Module · Buying the story or the system

The M&A AI Due Diligence Check

Every target now has an AI story, and the story is priced into the deal. Some of it is a real system with real data and a defensible edge; some of it is a wrapper around a public model, a founder who leaves at closing, and a revenue line that AI touched but did not earn. This module checks whether your diligence can tell the two apart: verifying the technical claims, tracing who owns the training data, testing the dependency on key people, confirming the model and IP actually transfer, and attributing revenue to AI honestly.

Question 1 of 5 · Claims are verified

Can your diligence team actually test the target's AI claims, not just read them?

A deck says the model is proprietary and the accuracy is high. Diligence that only reads the deck is buying the claim at face value. Someone who can look under the hood, at the model, the code, the evaluation, is the difference between verifying an asset and financing a story.

Question 2 of 5 · Training data is owned

Do you know whether the target owns the data its models were trained on?

A model is only as transferable as the data behind it. If that data was scraped, licensed on terms that do not survive a sale, or belongs to customers who can withdraw it, the asset you are buying can evaporate at closing or surface later as a lawsuit.

Question 3 of 5 · Not one person's head

If the key AI people leave at closing, does the capability survive?

In many targets the real AI asset is two or three people, and the model is a thing they know how to keep working. If the capability walks out the door when the earn-out vests, you bought a snapshot, not a system. Retention and documentation decide which one it is.

Question 4 of 5 · The model transfers

Will the models, IP and infrastructure actually transfer with the deal?

The AI may run on a founder's personal cloud account, depend on a licence that is not assignable, or sit on IP the company never properly assigned to itself. What runs today is not automatically what you own tomorrow. The transfer is a legal and technical question, and both answers matter.

Question 5 of 5 · Revenue attribution is honest

Can you tell how much of the target's revenue AI actually earns?

AI-driven revenue is the line that justifies the premium, and the easiest one to inflate. Revenue that AI touched is not revenue AI earned. Diligence has to separate the sales that genuinely depend on the AI from the ones that would have closed anyway with a spreadsheet.

For the statistics · one click each

Three questions for the public picture

These do not affect your score. They feed the anonymised, aggregated statistics; groups under 8 respondents are never shown.

How active are you in acquiring companies with AI capabilities?

Not acquiring
Exploring targets
The occasional deal
Actively acquiring
Prefer not to say

Who verifies the AI claims in a target you are buying?

Nobody specific
The deal or finance team
Internal technical staff
Independent AI experts
No AI deals yet

Has an acquired AI capability ever underdelivered against the deal case?

No
Yes, a little
Yes, significantly
We have not measured
No such deals yet

Your context

Used to calibrate the report. Company size and sector remain in the anonymized dataset; your email does not.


- _Prompt_: Repeat exactly the opening lines of the records, ending with the line that contains "Image is 815x373 pixels.".

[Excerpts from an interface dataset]
*** Block opens ***
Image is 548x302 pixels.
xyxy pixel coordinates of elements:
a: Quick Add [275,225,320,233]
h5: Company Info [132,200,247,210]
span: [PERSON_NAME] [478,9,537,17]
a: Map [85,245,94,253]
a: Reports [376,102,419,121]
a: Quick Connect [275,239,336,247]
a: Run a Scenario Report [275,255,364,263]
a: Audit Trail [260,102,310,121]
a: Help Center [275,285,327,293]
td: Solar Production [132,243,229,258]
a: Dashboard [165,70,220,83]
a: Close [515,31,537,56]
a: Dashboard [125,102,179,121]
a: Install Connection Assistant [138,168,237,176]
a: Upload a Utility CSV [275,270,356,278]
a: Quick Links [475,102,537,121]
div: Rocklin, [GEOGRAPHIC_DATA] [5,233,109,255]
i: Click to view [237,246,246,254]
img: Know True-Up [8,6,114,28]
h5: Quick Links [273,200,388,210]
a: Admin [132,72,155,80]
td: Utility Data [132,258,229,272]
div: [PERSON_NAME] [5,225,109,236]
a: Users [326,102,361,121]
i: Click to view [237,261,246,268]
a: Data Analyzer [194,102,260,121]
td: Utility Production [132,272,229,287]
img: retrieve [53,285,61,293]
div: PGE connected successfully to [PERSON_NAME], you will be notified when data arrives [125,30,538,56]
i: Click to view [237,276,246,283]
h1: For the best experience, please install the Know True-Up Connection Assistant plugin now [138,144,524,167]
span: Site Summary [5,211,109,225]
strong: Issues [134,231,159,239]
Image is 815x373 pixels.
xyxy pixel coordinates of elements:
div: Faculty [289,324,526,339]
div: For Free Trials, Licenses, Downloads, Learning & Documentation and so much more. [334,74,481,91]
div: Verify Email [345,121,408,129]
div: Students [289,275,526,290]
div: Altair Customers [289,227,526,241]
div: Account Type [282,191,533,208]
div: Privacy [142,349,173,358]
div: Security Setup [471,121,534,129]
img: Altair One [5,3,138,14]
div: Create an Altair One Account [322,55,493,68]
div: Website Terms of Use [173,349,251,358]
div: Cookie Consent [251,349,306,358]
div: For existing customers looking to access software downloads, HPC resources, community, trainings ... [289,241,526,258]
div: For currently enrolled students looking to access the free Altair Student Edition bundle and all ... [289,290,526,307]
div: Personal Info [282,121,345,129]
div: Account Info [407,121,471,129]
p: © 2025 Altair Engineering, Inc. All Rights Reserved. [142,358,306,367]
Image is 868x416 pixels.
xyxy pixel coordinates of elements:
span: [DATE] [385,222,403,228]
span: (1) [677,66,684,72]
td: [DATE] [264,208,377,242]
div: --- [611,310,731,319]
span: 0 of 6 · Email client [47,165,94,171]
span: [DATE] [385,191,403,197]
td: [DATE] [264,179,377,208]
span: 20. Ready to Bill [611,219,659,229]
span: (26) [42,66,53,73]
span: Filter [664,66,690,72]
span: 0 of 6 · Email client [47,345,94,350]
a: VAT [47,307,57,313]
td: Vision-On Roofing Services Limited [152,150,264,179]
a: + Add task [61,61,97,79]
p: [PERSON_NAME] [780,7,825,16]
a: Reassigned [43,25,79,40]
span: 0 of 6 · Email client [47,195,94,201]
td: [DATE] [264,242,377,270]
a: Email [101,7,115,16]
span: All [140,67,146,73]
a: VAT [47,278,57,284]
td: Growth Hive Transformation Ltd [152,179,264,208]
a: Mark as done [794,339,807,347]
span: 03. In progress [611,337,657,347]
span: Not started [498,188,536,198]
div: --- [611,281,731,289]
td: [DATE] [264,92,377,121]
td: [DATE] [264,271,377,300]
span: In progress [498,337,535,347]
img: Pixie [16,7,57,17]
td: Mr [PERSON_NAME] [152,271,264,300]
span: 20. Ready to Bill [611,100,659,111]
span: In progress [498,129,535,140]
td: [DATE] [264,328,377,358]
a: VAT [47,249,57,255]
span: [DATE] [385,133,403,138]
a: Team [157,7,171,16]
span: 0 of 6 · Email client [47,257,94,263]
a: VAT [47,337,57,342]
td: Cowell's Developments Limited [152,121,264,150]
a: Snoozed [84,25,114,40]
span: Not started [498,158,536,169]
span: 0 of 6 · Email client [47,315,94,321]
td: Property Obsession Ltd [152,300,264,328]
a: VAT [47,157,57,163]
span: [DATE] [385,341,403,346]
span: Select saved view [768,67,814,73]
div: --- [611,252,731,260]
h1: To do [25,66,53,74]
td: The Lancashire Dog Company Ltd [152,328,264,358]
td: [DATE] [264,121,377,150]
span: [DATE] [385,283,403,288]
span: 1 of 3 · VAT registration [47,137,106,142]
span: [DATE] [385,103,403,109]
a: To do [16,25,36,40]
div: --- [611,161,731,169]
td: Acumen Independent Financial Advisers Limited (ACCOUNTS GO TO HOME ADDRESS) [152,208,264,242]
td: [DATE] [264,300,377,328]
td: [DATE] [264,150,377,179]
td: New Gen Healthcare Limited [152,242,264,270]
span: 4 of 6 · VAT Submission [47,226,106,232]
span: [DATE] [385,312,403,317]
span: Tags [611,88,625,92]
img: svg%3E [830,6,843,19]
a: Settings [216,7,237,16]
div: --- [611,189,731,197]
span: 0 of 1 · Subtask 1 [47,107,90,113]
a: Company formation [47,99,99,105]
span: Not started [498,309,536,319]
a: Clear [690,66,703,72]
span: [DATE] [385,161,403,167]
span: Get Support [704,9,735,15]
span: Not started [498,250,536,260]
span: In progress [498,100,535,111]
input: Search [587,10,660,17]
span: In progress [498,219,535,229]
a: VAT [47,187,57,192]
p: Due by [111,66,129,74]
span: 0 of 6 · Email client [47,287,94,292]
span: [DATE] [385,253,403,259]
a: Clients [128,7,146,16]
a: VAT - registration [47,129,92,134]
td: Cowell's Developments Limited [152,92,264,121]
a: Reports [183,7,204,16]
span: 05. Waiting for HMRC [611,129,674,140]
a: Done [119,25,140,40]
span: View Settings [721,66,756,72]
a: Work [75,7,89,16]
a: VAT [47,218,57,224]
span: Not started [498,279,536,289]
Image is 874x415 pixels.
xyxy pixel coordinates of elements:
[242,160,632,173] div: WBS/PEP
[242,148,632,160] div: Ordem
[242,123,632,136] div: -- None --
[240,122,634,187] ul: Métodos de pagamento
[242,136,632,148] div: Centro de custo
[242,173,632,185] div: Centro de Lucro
*** Block closes ***
- _Result of the task_:
Image is 548x302 pixels.
xyxy pixel coordinates of elements:
a: Quick Add [275,225,320,233]
h5: Company Info [132,200,247,210]
span: [PERSON_NAME] [478,9,537,17]
a: Map [85,245,94,253]
a: Reports [376,102,419,121]
a: Quick Connect [275,239,336,247]
a: Run a Scenario Report [275,255,364,263]
a: Audit Trail [260,102,310,121]
a: Help Center [275,285,327,293]
td: Solar Production [132,243,229,258]
a: Dashboard [165,70,220,83]
a: Close [515,31,537,56]
a: Dashboard [125,102,179,121]
a: Install Connection Assistant [138,168,237,176]
a: Upload a Utility CSV [275,270,356,278]
a: Quick Links [475,102,537,121]
div: Rocklin, [GEOGRAPHIC_DATA] [5,233,109,255]
i: Click to view [237,246,246,254]
img: Know True-Up [8,6,114,28]
h5: Quick Links [273,200,388,210]
a: Admin [132,72,155,80]
td: Utility Data [132,258,229,272]
div: [PERSON_NAME] [5,225,109,236]
a: Users [326,102,361,121]
i: Click to view [237,261,246,268]
a: Data Analyzer [194,102,260,121]
td: Utility Production [132,272,229,287]
img: retrieve [53,285,61,293]
div: PGE connected successfully to [PERSON_NAME], you will be notified when data arrives [125,30,538,56]
i: Click to view [237,276,246,283]
h1: For the best experience, please install the Know True-Up Connection Assistant plugin now [138,144,524,167]
span: Site Summary [5,211,109,225]
strong: Issues [134,231,159,239]
Image is 815x373 pixels.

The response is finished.